Amongst the leaders of this new movement was Ben Tillett born into poverty at 8 John Street, Bristol in the shadow of the Easton Coal Pit. His mother died when he was a child and a succession of step-mothers treated him badly. He ran away from home as a child and found work as an acrobat in a circus. He worked as a shoemaker but at the age of thirteen he joined the navy. In 1876 he was wounded and left the service. Tillett moved to London and after marrying Jane Tompkins he settled down in Bethnal Green and had nine children. Tillett became a Christian Socialist and joined the Temperance Society. He joined the Tea Operatives and General Labourers’ Association and in 1887 was elected as General Secretary.
In 1889 Tillett’s union was involved in the London Dock Strike. The dockers demanded four hours continuous work at a time and a minimum rate of sixpence an hour.

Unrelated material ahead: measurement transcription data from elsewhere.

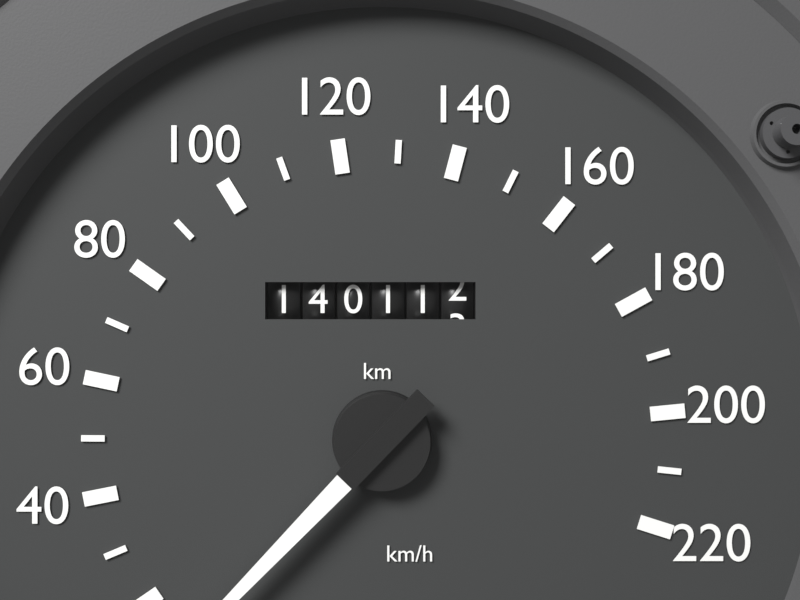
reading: 10 km/h
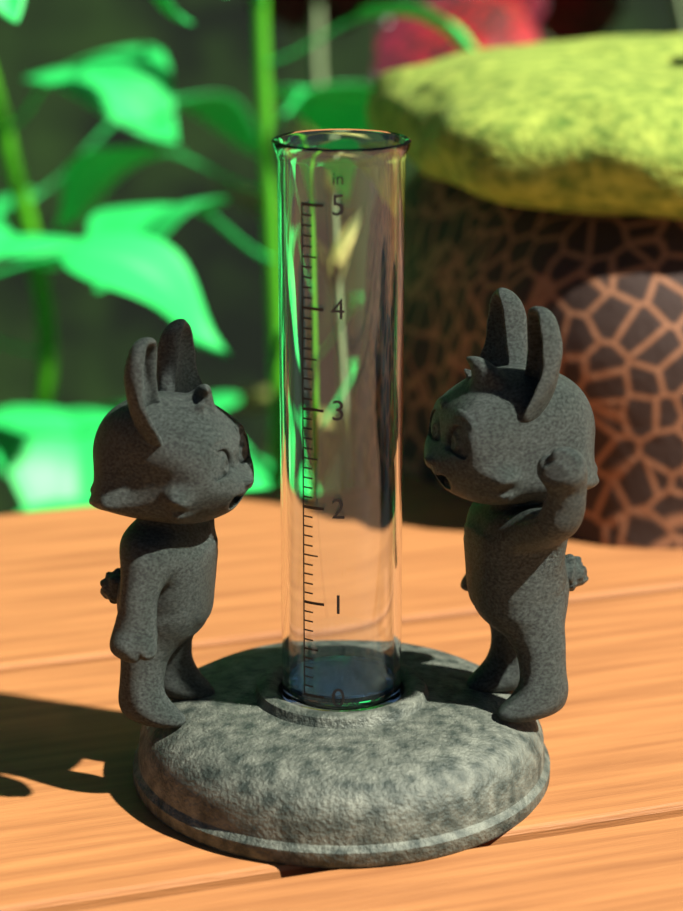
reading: 0.0 in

During the strike Tillett lost his speech impediment and became one of the labour movement’s greatest orators. After five weeks the employers granted all the dockers’ main demands.

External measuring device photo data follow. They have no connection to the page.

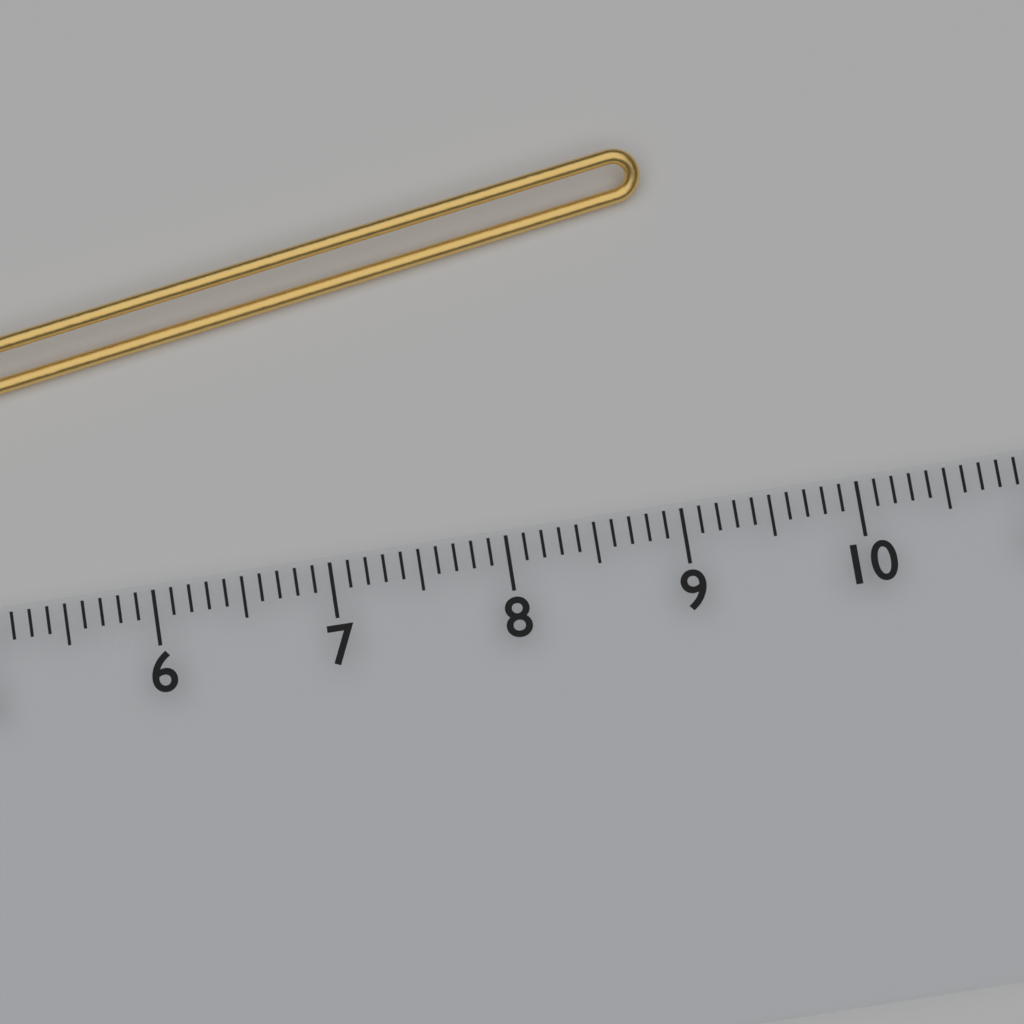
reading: 9.1 cm
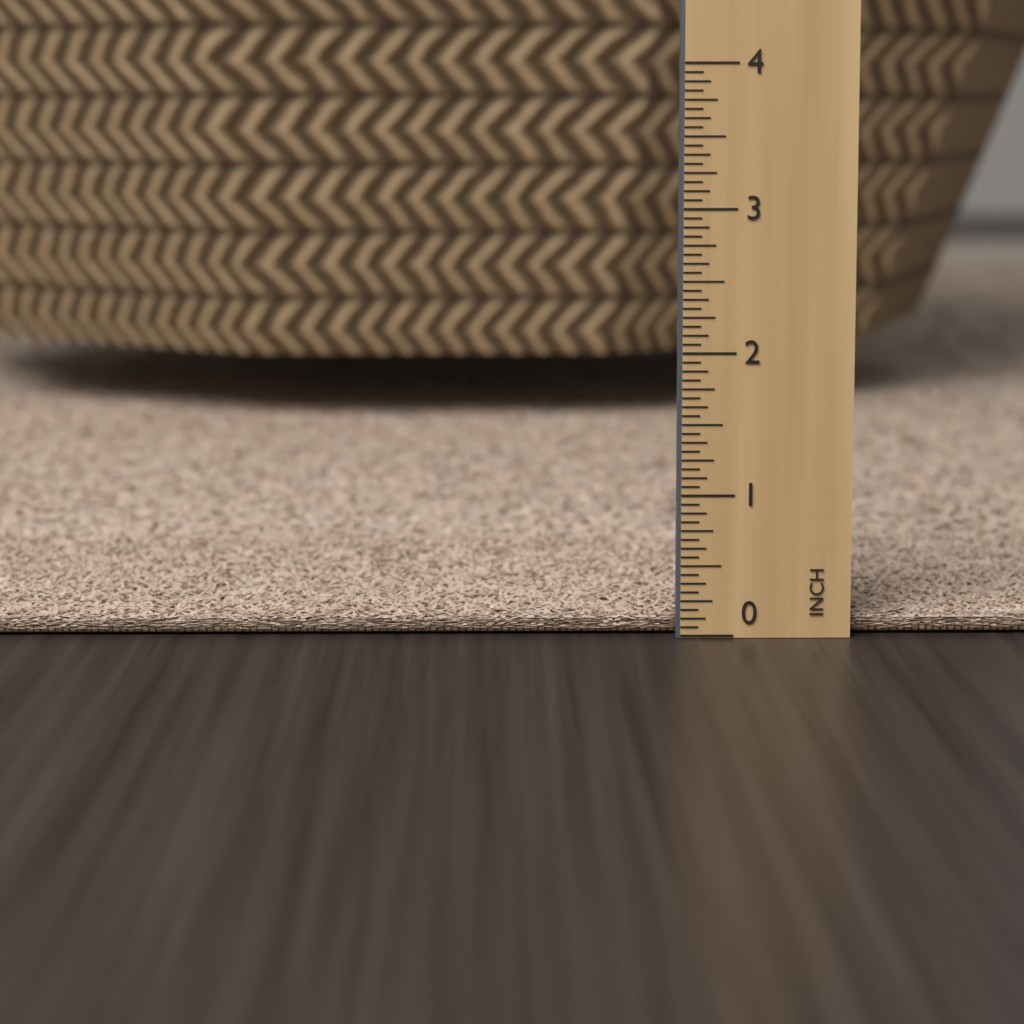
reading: 0.1250 in
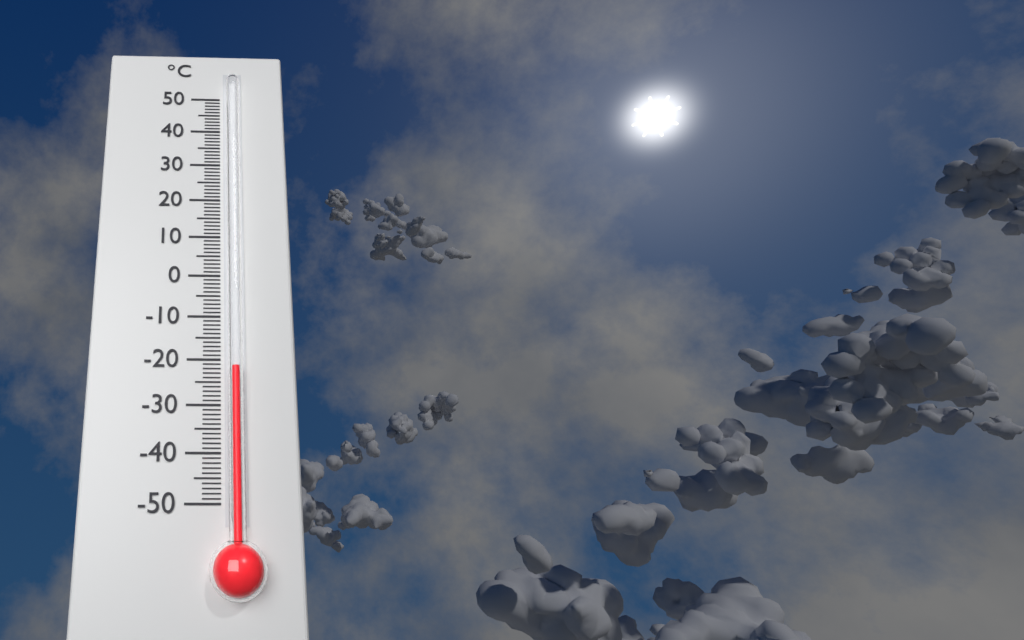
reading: -22 °C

After the successful strike, the dockers formed the General Labourers’ Union. Tillett was elected General Secretary and Tom Mann became the union’s first President. In London some 20,000 men joined this new union. Tillett and Mann wrote a pamphlet together called New Unionism, where they outlined their socialist views and explained how their ideal was a “co-operative commonwealth”.
In 1898 he met opera singer Eva Newton on a union visit to Australia. She was from a wealthy Sydney family, and he was fascinated by the theatre and by her different life-style. She became pregnant in 1899 and came back with Tillett to London. The affair lasted thirty years or more and their four children were sworn to secrecy about their father’s identity.

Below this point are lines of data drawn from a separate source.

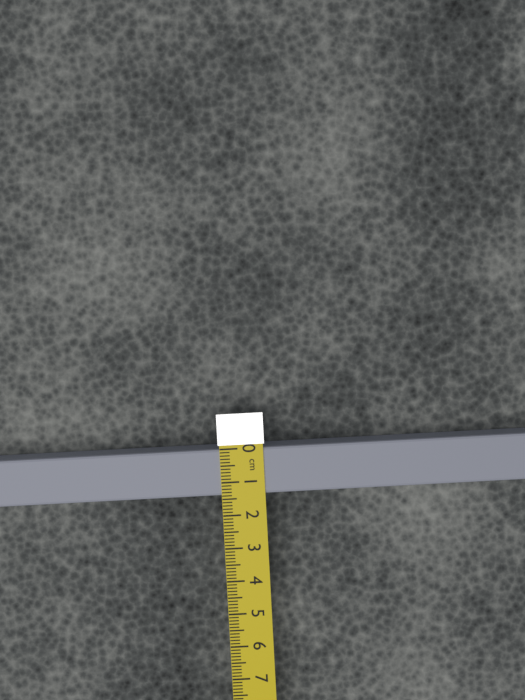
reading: 1.4 cm
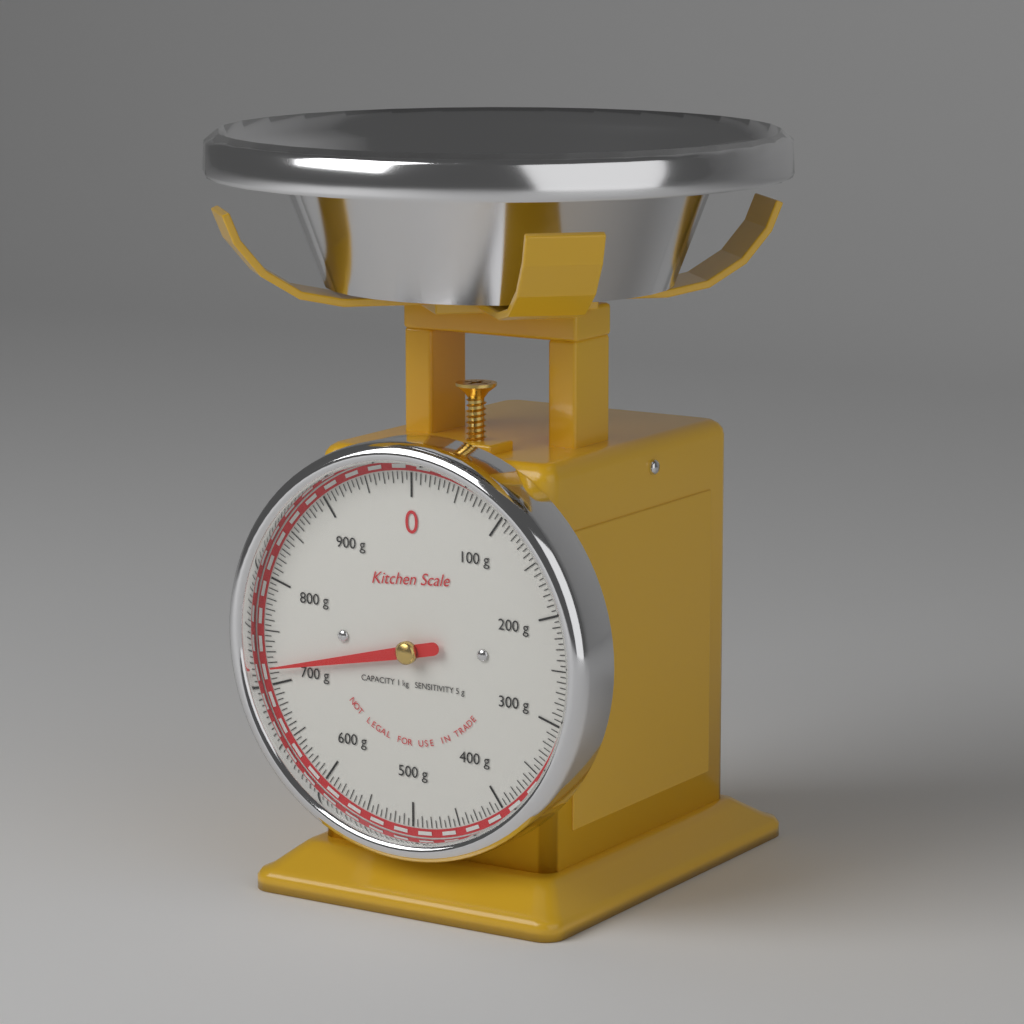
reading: 715 g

Tillett was one of the founders of the Labour Party but did not get on with its two main leaders, James Keir Hardie and Ramsay MacDonald. In 1908 he attacked the leadership in his pamphlet Is the Parliamentary Labour Party a Failure? and soon afterwards left to join the Social Democratic Party. In September 1910 Tillett helped to establish the National Transport Workers’ Federation, an organisation of 250,000 workers. He became the leader of the union and in 1911 it won a national strike. However, the following year, Tillett’s union suffered a defeat at the hands of the Port of London Authority. It was during this strike that Tillet helped found the trade union newspaper, the Daily Herald.
After a term as MP, Tillett retired from the House of Commons in 1931 and died in 1943. Tom Mann later retired to Wiveliscombe in Somerset.